The summit also called on the International Air Transport Association (IATA) to ask airlines to help transport test samples to and from laboratories.
It also called “on the international community and manufacturers of antivirals, protective equipment, vaccines—animal and human—and other supplies to make these products accessible to Africa”.
POLITICAL COMMITMENT
Four African countries already have confirmed outbreaks of H5N1 bird flu and Egypt reported the continent’s first human death from the disease at the weekend.
But experts say Africa is ill prepared to fight bird flu. The continent has poor health and veterinary services, millions of impoverished inhabitants living close to poultry and a host of other diseases like malaria, HIV/AIDS and tuberculosis.
Signatories to the agreement said a firm political commitment at the highest level of government was needed to ensure action against bird flu was properly coordinated, funded and monitored.
They agreed to create a special committee to monitor implementation of Wednesday’s agreement, including representatives of U.N. agencies, the World Organisation for Animal Health (OIE), the African Union and the U.N. Secretariat for Influenza Coordination (UNSIC).

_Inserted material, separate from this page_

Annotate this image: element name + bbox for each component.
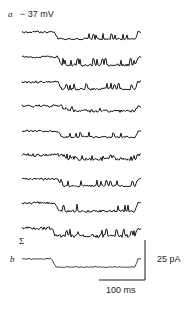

The declaration called for more U.N. assistance to help African countries formulate their anti-bird flu programmes, but said little about precisely how they would be financed, beyond calling for the international help.
It reaffirmed “the need for countries and the international community to mobilise additional technical and financial resources locally and internationally and to put in place mechanisms to facilitate rapid access to funds for the implementation of integrated plans.”
Donors pledged $1.9 billion at a special conference in China in January to help developing countries strengthen health and veterinary services and boost global surveillance to control the deadly H5N1 disease. But U.N. bird flu coordinator David Nabarro told the Libreville meeting on Monday that few had paid up.